Photo-sharing site Flickr has launched a great new feature: detailed web activity statistics for photos. Check their FAQ for activation instructions.
As individual participants in user-generated content sites we want to measure the attention we get. You know it's true. How are people interacting with our content? And how do they find us in the first place? Flickr Stats has the answers.
Viewing, commenting, favoriting - such activities can be used to gauge the relative popularity of photos. It has been possible to get this information all along, but now it's in a central location and available as time series data (in a very Google Analytics-looking interface).
In addition to content interaction data, Flickr Stats exposes, for the first time, referring URLs and keywords that bring people to photos. This is where I think the real benefit will be seen.
Keyword reports give content owners new insight into the relationship between tags and image searchability, in turn encouraging photo SEO. If someone wants their images to be found they will spend more time creating meaningful tags, and better tagging means better metadata for everyone.
So thanks, Flickr, this is great! Just one more reason for me to justify that $25/year pro account. I hope other user-generated content sites follow suit and expose measurement, too. There's plenty of room for meaningful metrics wherever individuals are sharing content.
[Update: In March 2010 I blogged about the current state of photo sharing analytics, including Flickr Stats. Read the latest.]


Problem to work on => In the copy, include no pictures. Reproduce the rest of the entries exactly.

[Free-text object descriptions]
————

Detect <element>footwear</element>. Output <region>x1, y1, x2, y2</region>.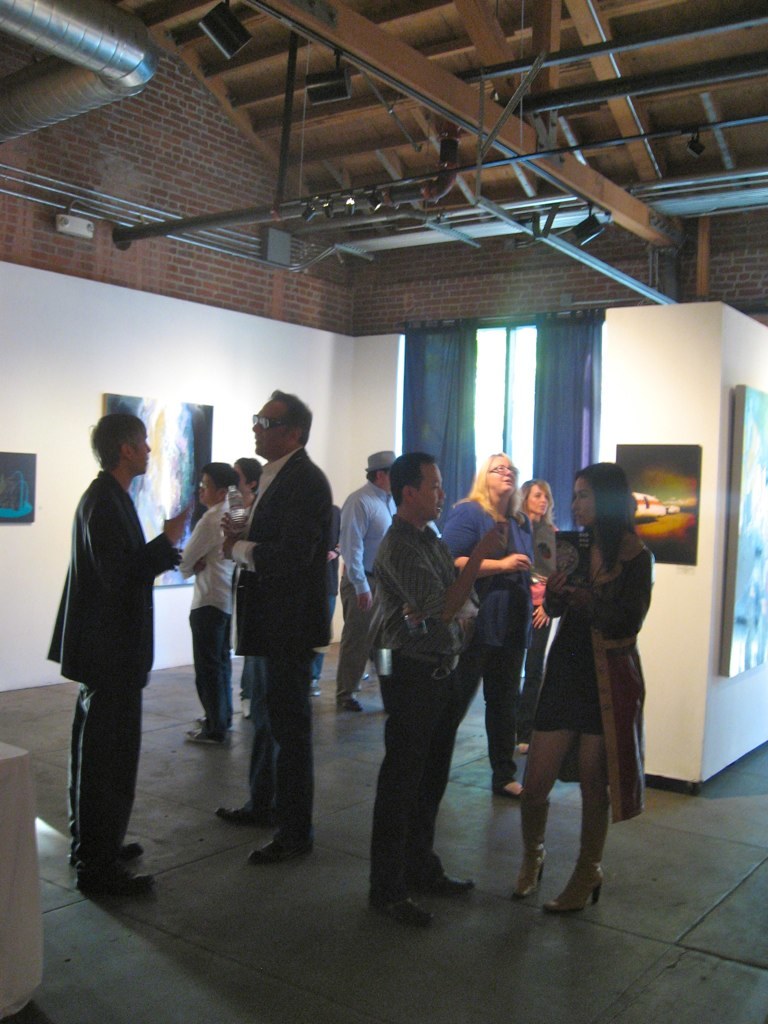
<region>513, 855, 546, 900</region>.
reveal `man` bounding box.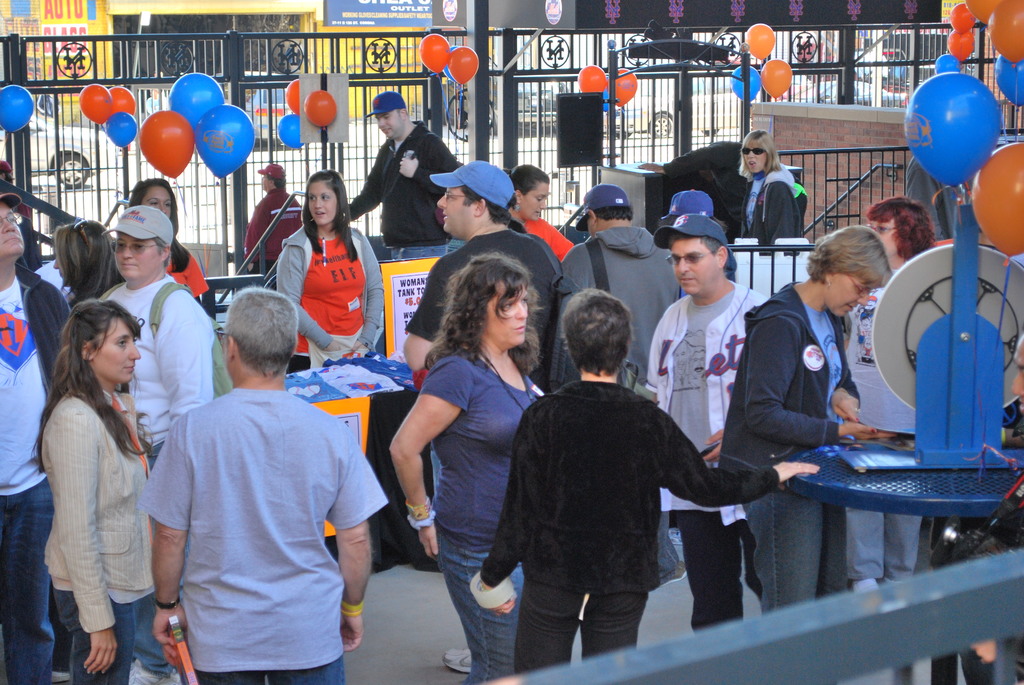
Revealed: 646,210,764,633.
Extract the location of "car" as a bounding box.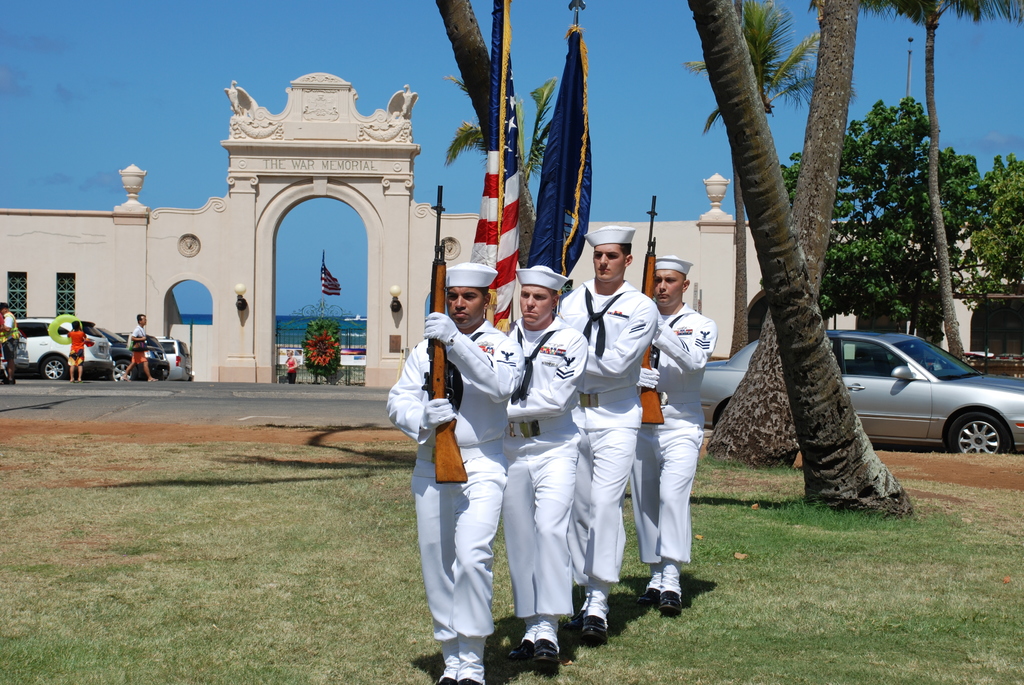
rect(74, 318, 174, 382).
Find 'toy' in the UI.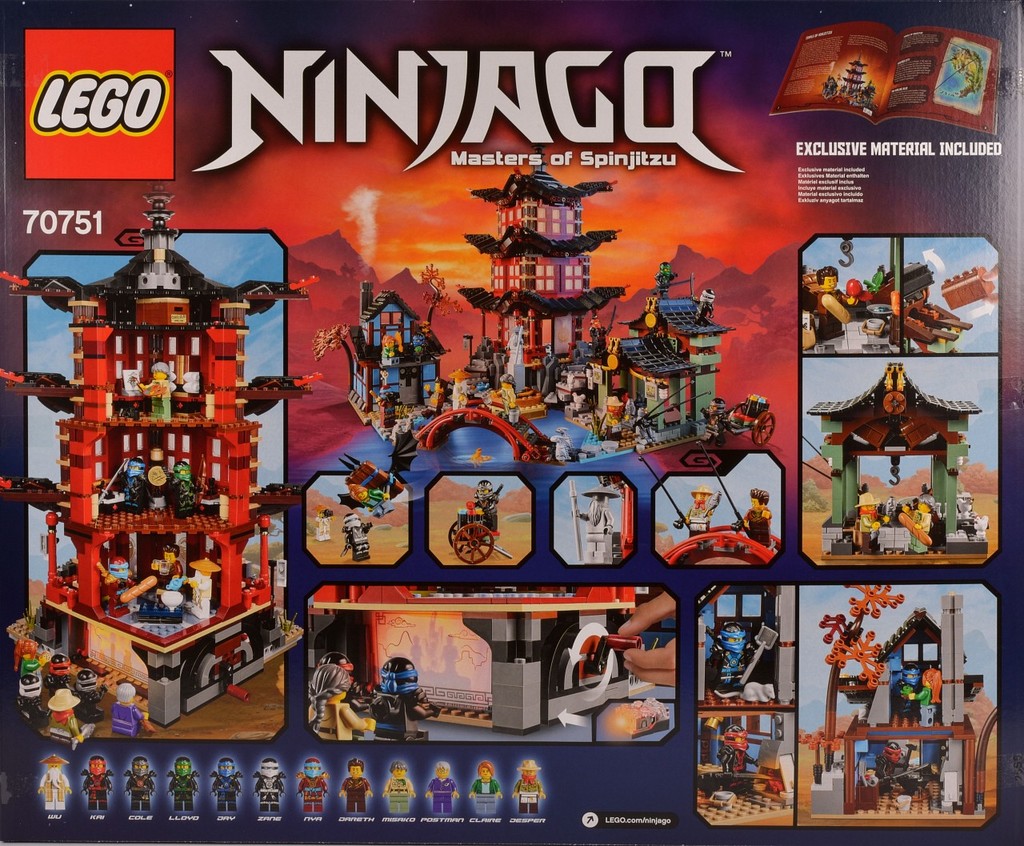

————

Solution for this exercise =>
Detect <element>footwear</element>. Output <region>x1, y1, x2, y2</region>.
<region>513, 855, 546, 900</region>.
reveal `man` bounding box.
Revealed: 646,210,764,633.
Extract the location of "car" as a bounding box.
rect(74, 318, 174, 382).
Find 'toy' in the UI.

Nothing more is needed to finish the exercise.